The Insider’s Club
Food & Wine comes to life in the form of an Aspen restaurant.
BY AMIEE WHITE BEAZLEY
Food & Wine is a magazine with a simple mission: Through recipes, tips, and reports on trends, the goal is to teach home cooks to, well, cook better. But Food & Wine made a genius move in 1982 when it launched the Food & Wine Classic in Aspen, an annual culinary event studded with big-name chefs that became an instant must-attend for foodies around the world. Then the magazine furthered its brand in perhaps its most successful way in 2006 when it partnered on the wildly successful Bravo reality show Top Chef. A dessert spin-off show, Top Chef: Just Desserts, followed in 2010.
So perhaps it’s no surprise that, coinciding with the Classic’s 30th anniversary this month (June 15–17), the evolution from straightforward culinary resource to multiplatform commercial brand continues: A restaurant located in the St. Regis Resort in Aspen, Chefs Club by Food & Wine, is set to open its doors.
Chefs Club will call on a roster of four Food & Wine Best New Chefs (an honor bestowed upon 10 up-and-comers each year) to helm the kitchen. “For the past 24 years,” says editor-in-chief Dana Cowin, “[the Best New Chefs] have become an important part of the fabric of the brand.” The constant influx of young talent means new, original menus every six months, and for the chefs, it’s an opportunity to expand their own brands while collaborating with other rising stars.

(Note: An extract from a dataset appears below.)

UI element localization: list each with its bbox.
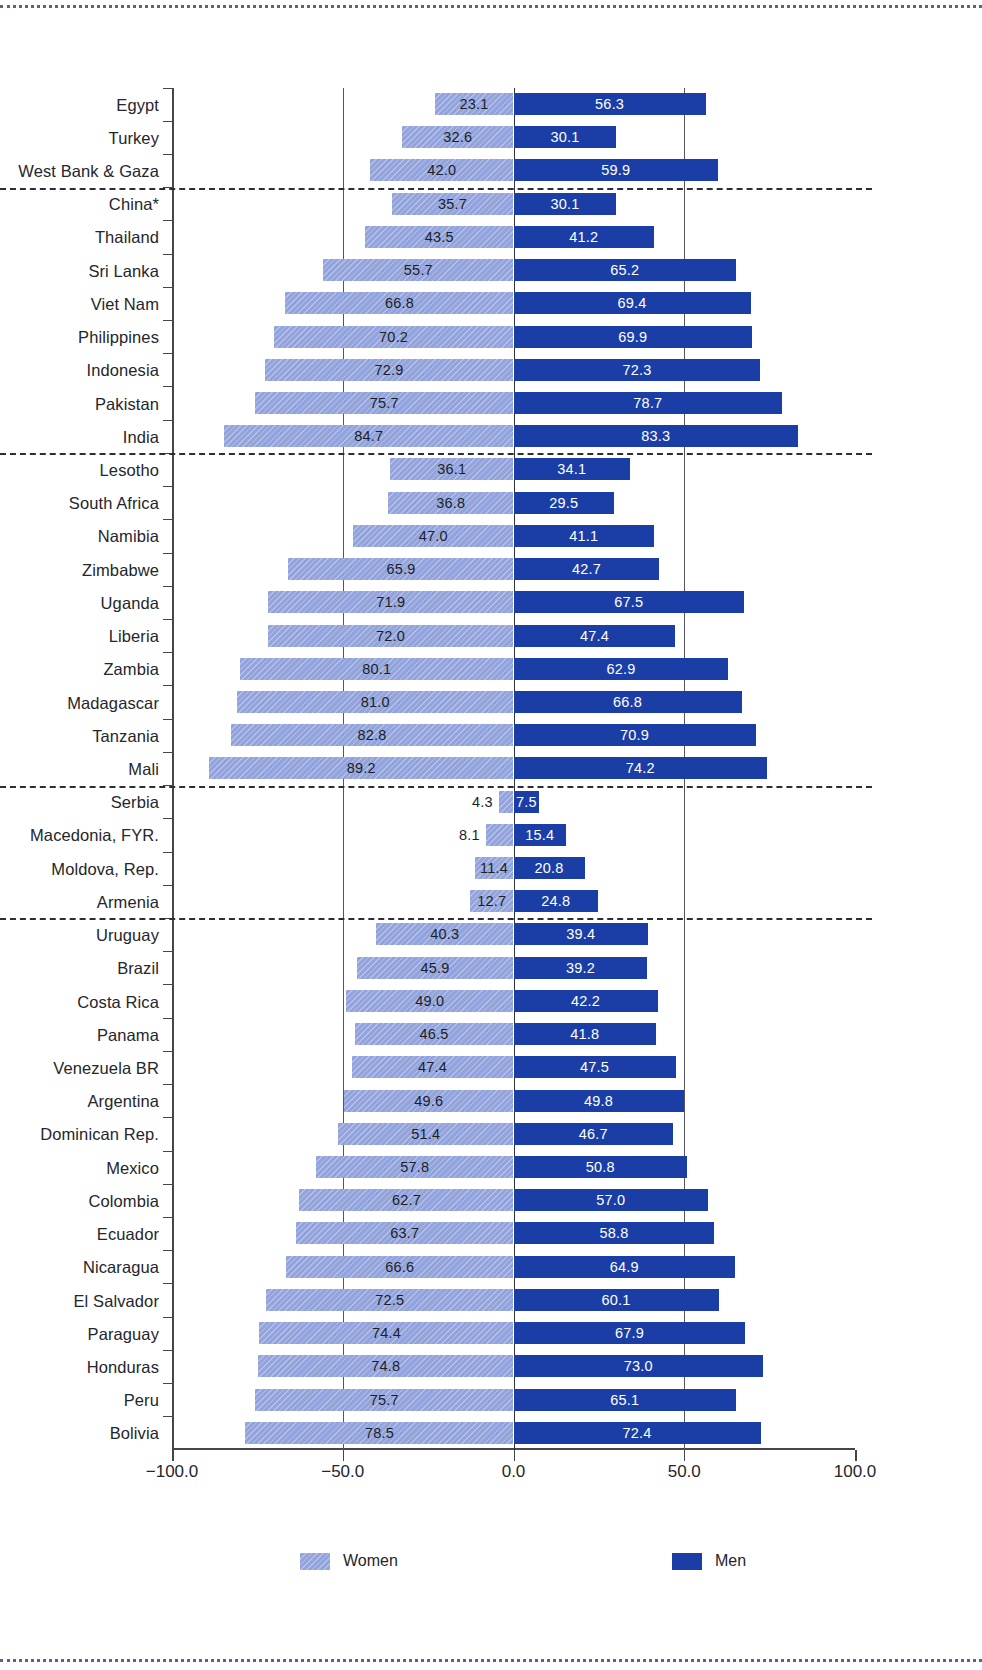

Denver’s Alex Seidel of Fruition Restaurant, who was named a Food & Wine Best New Chef in 2010, is one of the first toques to man the burners. For the summer menu, he joins George Mendes of Aldea in New York City, James Lewis of Bettola in Birmingham, Alabama, and Sue Zemanick of Gautreau’s in New Orleans. Seidel’s contributions include a small plate of smoked sturgeon salad on rye blini with egg mimosa and a beluga lentil vinaigrette, as well as an entrée of Colorado lamb saddle with Fruition Farms ricotta gnocchi, baby artichokes, and pine nut gremolata. The seasonal, ever-changing dishes are paired with wines chosen by Food & Wine executive wine editor Ray Isle and original cocktails by contributing editor and mixologist Jim Meehan.
Chefs Club is a restaurant of big names and big expectations, and there’s little doubt it will be an elusive dinner reservation to nab—both during the Classic and after. It’s also likely that Food & Wine is using this experience as a beta test for its next big venture.